CareMax announced it has entered into an agreement to sell its management services organization and also announced a sale process for the company's core centers' assets. The sale transactions will be implemented pursuant to a prearranged Chapter 11 plan supported and funded by 100% of CareMax's current secured lenders. CareMax has entered into an agreement with an affiliate of Revere Medical, which will acquire the Medicare Shared Savings Program portion of the company's management services organization that supports care provided to approximately 80,000 Medicare beneficiaries.
CareMax, which operates 56 medical centers in Florida, Texas, Tennessee and New York catering largely to older patients, filed for Chapter 11 bankruptcy in Texas on Sunday. The Miami-based firm listed debts of $693 million and assets of $390 million, according to a filing with U.S. Bankruptcy Court for the Northern District of Texas. In August, CareMax posted a second-quarter loss of $170.6 million and issued a going-concern warning. This month it disclosed it would not be able to file its third-quarter report with the SEC due to a lack of funds.
While 57% of all hospitals in the state lost money on operations, 35 out of 58 hospitals were actually in the black. Behemoth Massachusetts General Hospital had a positive operating margin of 6.6% and its sister academic medical center, Brigham and Women's, posted a 5% margin. Each had a total margin of around 10%. That performance helped fuel their system to grow its net assets by over $1.6 billion for the quarter, bringing its net asset total to $19.1 billion.

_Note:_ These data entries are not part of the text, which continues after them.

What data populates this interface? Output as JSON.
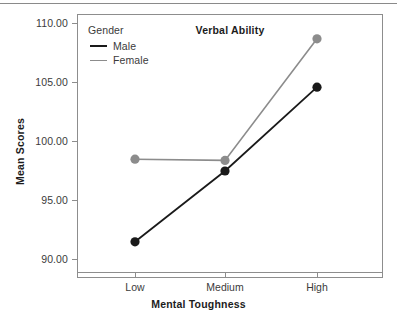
{
  "chart_data": {
    "type": "line",
    "title": "Verbal Ability",
    "xlabel": "Mental Toughness",
    "ylabel": "Mean Scores",
    "categories": [
      "Low",
      "Medium",
      "High"
    ],
    "series": [
      {
        "name": "Male",
        "values": [
          91.5,
          97.5,
          104.6
        ],
        "color": "#1a1a1a"
      },
      {
        "name": "Female",
        "values": [
          98.5,
          98.4,
          108.7
        ],
        "color": "#8c8c8c"
      }
    ],
    "legend_title": "Gender",
    "legend_position": "inside-top-left",
    "ylim": [
      89.0,
      111.0
    ],
    "yticks": [
      90.0,
      95.0,
      100.0,
      105.0,
      110.0
    ],
    "ytick_labels": [
      "90.00",
      "95.00",
      "100.00",
      "105.00",
      "110.00"
    ],
    "grid": false,
    "markers": "filled-circle"
  },
  "figure": {
    "background_color": "#ffffff",
    "frame_color": "#8d8d8d",
    "text_color": "#3b3b3b"
  }
}
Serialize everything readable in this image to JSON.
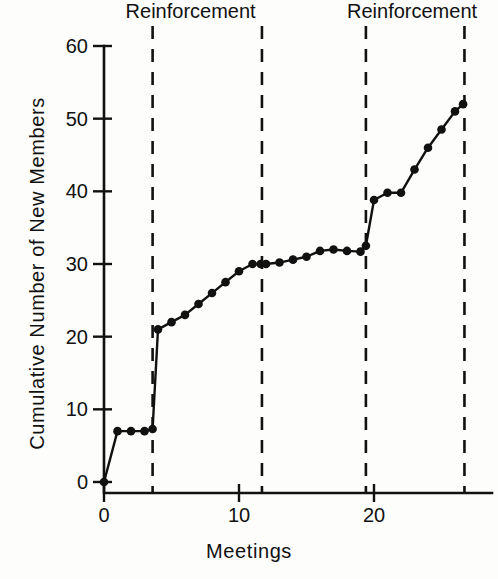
{
  "chart_data": {
    "type": "line",
    "title": "",
    "xlabel": "Meetings",
    "ylabel": "Cumulative Number of New Members",
    "xlim": [
      0,
      27.5
    ],
    "ylim": [
      0,
      62
    ],
    "xticks": [
      0,
      10,
      20
    ],
    "xtick_labels": [
      "0",
      "10",
      "20"
    ],
    "yticks": [
      0,
      10,
      20,
      30,
      40,
      50,
      60
    ],
    "ytick_labels": [
      "0",
      "10",
      "20",
      "30",
      "40",
      "50",
      "60"
    ],
    "grid": false,
    "legend": null,
    "marker": "filled-circle",
    "series": [
      {
        "name": "Cumulative new members",
        "x": [
          0,
          1,
          2,
          3,
          3.6,
          4,
          5,
          6,
          7,
          8,
          9,
          10,
          11,
          11.6,
          12,
          13,
          14,
          15,
          16,
          17,
          18,
          19,
          19.4,
          20,
          21,
          22,
          23,
          24,
          25,
          26,
          26.6
        ],
        "values": [
          0,
          7,
          7,
          7,
          7.3,
          21,
          22,
          23,
          24.5,
          26,
          27.5,
          29,
          30,
          30,
          30,
          30.2,
          30.6,
          31,
          31.8,
          32,
          31.8,
          31.7,
          32.5,
          38.8,
          39.8,
          39.8,
          43,
          46,
          48.5,
          51,
          52
        ]
      }
    ],
    "annotations": [
      {
        "name": "reinforcement-label-1",
        "text": "Reinforcement",
        "x": 1.6,
        "type": "phase-label"
      },
      {
        "name": "reinforcement-label-2",
        "text": "Reinforcement",
        "x": 18.0,
        "type": "phase-label"
      }
    ],
    "phase_lines": [
      {
        "name": "phase-line-1",
        "x": 3.6
      },
      {
        "name": "phase-line-2",
        "x": 11.7
      },
      {
        "name": "phase-line-3",
        "x": 19.4
      },
      {
        "name": "phase-line-4",
        "x": 26.7
      }
    ]
  }
}
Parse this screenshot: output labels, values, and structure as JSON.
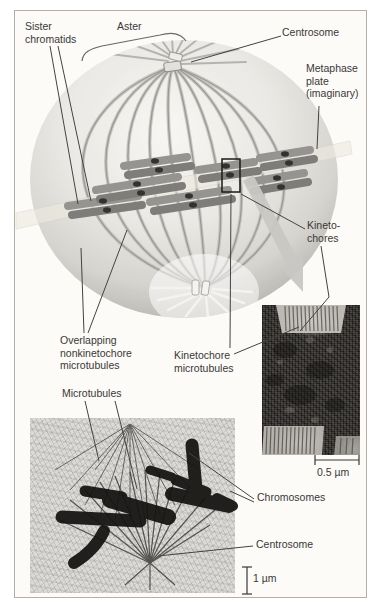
{
  "labels": {
    "sister_chromatids": "Sister\nchromatids",
    "aster": "Aster",
    "centrosome_top": "Centrosome",
    "metaphase_plate": "Metaphase\nplate\n(imaginary)",
    "kinetochores": "Kineto-\nchores",
    "overlapping_nonkinetochore_microtubules": "Overlapping\nnonkinetochore\nmicrotubules",
    "kinetochore_microtubules": "Kinetochore\nmicrotubules",
    "microtubules": "Microtubules",
    "chromosomes": "Chromosomes",
    "centrosome_bottom": "Centrosome",
    "scale_bar_tem": "0.5 µm",
    "scale_bar_lm": "1 µm"
  },
  "colors": {
    "label_text": "#3a3836",
    "leader_line": "#45433f",
    "frame_border": "#b6b0a4",
    "cell_surface": "#e9e8e4",
    "spindle_fiber": "#9b9994",
    "chromosome": "#8b8984",
    "kinetochore": "#343230",
    "metaphase_plate_band": "#eceadf",
    "zoom_arrow": "#cac8c4"
  }
}
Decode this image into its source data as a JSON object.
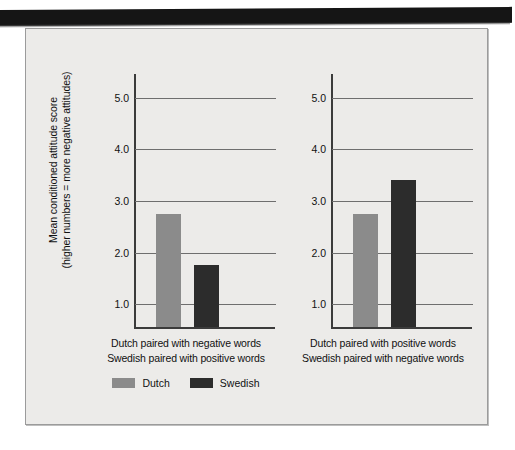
{
  "figure": {
    "background_color": "#ecebe9",
    "scan_band_color": "#151515"
  },
  "chart_data": {
    "type": "bar",
    "title": "",
    "subtitle": "",
    "xlabel": "",
    "ylabel": "Mean conditioned attitude score (higher numbers = more negative attitudes)",
    "ylabel_line1": "Mean conditioned attitude score",
    "ylabel_line2": "(higher numbers = more negative attitudes)",
    "ylim": [
      0,
      5.5
    ],
    "yticks": [
      "1.0",
      "2.0",
      "3.0",
      "4.0",
      "5.0"
    ],
    "ytick_values": [
      1.0,
      2.0,
      3.0,
      4.0,
      5.0
    ],
    "grid": true,
    "legend_position": "bottom",
    "panels": [
      {
        "name": "panel-left",
        "category_line1": "Dutch paired with negative words",
        "category_line2": "Swedish paired with positive words",
        "bars": [
          {
            "series": "Dutch",
            "value": 2.75,
            "color": "#8b8b8b"
          },
          {
            "series": "Swedish",
            "value": 1.75,
            "color": "#2c2c2c"
          }
        ]
      },
      {
        "name": "panel-right",
        "category_line1": "Dutch paired with positive words",
        "category_line2": "Swedish paired with negative words",
        "bars": [
          {
            "series": "Dutch",
            "value": 2.75,
            "color": "#8b8b8b"
          },
          {
            "series": "Swedish",
            "value": 3.4,
            "color": "#2c2c2c"
          }
        ]
      }
    ],
    "series": [
      {
        "name": "Dutch",
        "color": "#8b8b8b",
        "values": [
          2.75,
          2.75
        ]
      },
      {
        "name": "Swedish",
        "color": "#2c2c2c",
        "values": [
          1.75,
          3.4
        ]
      }
    ],
    "categories": [
      "Dutch paired with negative words / Swedish paired with positive words",
      "Dutch paired with positive words / Swedish paired with negative words"
    ],
    "legend": [
      {
        "label": "Dutch",
        "color": "#8b8b8b"
      },
      {
        "label": "Swedish",
        "color": "#2c2c2c"
      }
    ]
  }
}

Wellpath Holdings Inc., one of the largest providers of healthcare services to prisons and jails across the U.S., has filed bankruptcy after failing to meet its debt obligations while grappling with high labor costs. The H.I.G. Capital-backed firm, which filed for Chapter 11 in the U.S. Bankruptcy Court for the Southern District of Texas, listed assets and liabilities between $1 billion to $10 billion each. In a separate statement, Wellpath said it has secured a $522 million debtor-in-possession financing facility from some lenders and plans to sell some businesses.

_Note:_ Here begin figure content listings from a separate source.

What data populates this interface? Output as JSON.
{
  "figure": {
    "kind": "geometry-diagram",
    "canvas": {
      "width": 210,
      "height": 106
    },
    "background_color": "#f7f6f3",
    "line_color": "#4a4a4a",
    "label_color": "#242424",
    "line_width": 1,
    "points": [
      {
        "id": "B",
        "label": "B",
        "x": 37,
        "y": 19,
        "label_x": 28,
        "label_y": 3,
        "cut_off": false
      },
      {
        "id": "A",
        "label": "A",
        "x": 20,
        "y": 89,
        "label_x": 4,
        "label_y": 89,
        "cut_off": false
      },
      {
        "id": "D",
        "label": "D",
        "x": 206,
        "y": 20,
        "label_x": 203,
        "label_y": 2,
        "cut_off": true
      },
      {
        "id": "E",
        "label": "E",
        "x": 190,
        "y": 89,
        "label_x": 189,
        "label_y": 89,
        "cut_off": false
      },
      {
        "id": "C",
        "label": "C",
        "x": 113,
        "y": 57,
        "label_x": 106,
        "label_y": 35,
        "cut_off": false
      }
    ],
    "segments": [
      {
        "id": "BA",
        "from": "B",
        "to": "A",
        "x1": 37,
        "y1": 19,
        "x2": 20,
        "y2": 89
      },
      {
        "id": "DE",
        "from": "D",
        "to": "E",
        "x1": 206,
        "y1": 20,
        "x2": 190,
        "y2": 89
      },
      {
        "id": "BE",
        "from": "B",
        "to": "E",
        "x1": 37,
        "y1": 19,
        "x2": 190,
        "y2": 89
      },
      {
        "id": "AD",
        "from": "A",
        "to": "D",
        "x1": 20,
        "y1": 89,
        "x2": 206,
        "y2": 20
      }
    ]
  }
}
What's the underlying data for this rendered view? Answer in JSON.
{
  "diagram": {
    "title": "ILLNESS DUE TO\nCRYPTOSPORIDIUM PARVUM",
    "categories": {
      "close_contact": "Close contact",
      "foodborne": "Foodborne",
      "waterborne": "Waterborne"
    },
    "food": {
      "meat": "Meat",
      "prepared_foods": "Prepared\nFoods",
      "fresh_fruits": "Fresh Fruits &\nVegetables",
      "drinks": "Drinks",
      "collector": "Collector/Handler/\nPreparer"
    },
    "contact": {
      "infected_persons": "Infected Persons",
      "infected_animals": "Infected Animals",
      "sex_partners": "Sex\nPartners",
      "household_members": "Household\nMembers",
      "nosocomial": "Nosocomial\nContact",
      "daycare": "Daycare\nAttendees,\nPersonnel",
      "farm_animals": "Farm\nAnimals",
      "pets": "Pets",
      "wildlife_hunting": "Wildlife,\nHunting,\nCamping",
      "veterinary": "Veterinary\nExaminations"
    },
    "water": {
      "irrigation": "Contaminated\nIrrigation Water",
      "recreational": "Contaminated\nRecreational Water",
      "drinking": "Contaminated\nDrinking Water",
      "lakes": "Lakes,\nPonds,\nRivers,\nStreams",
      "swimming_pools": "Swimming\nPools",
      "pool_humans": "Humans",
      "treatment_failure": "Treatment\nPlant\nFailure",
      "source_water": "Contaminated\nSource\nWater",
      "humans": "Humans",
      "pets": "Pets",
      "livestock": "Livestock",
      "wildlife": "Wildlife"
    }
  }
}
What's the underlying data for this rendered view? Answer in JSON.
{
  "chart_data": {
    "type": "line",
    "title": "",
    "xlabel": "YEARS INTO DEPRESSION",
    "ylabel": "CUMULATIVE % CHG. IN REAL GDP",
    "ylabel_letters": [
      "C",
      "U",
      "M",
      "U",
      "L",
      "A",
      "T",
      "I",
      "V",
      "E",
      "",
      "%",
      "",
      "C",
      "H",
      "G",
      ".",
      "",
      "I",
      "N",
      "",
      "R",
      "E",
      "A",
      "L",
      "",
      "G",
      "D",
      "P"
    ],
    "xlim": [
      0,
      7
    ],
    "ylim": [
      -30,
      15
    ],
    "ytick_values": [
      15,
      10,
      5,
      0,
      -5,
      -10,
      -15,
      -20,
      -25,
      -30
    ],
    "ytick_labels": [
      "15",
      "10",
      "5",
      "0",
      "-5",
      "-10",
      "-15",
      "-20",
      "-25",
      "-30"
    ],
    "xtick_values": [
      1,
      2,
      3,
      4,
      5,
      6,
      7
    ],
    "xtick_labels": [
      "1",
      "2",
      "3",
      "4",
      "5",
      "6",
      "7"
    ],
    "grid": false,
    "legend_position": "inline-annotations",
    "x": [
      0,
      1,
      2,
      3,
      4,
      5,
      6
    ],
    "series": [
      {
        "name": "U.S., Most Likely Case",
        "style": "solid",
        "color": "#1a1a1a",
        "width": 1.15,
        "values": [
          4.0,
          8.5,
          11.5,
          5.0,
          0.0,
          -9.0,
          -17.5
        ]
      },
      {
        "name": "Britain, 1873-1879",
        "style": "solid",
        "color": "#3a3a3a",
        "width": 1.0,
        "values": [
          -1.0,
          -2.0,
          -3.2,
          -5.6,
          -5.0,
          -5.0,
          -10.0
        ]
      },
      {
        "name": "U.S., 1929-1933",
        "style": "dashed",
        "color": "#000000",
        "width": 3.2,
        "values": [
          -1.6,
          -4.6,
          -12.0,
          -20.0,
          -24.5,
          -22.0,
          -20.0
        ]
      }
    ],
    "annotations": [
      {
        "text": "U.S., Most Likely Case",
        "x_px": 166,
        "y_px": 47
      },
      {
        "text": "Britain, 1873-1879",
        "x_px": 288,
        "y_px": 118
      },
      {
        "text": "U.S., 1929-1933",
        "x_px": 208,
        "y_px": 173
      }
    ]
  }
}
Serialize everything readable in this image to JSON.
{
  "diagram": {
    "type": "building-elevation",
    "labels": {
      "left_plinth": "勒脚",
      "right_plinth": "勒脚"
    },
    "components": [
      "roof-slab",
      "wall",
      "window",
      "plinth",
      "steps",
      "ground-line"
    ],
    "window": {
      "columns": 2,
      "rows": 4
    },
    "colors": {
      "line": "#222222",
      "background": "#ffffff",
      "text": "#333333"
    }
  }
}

Longtime observers of the Massachusetts hospital industry may be forgiven if they look at the current Steward Health Care debacle and find themselves saying, "I’ve seen this movie before" — in the 1980s. In 1983 Congress passed amendments to Social Security that changed the way hospitals did business. Previously, they were reimbursed on a retrospective basis and were paid what they spent on patient care. As a result, they had little incentive to control expenses, causing healthcare costs to rise faster than the overall rate of inflation.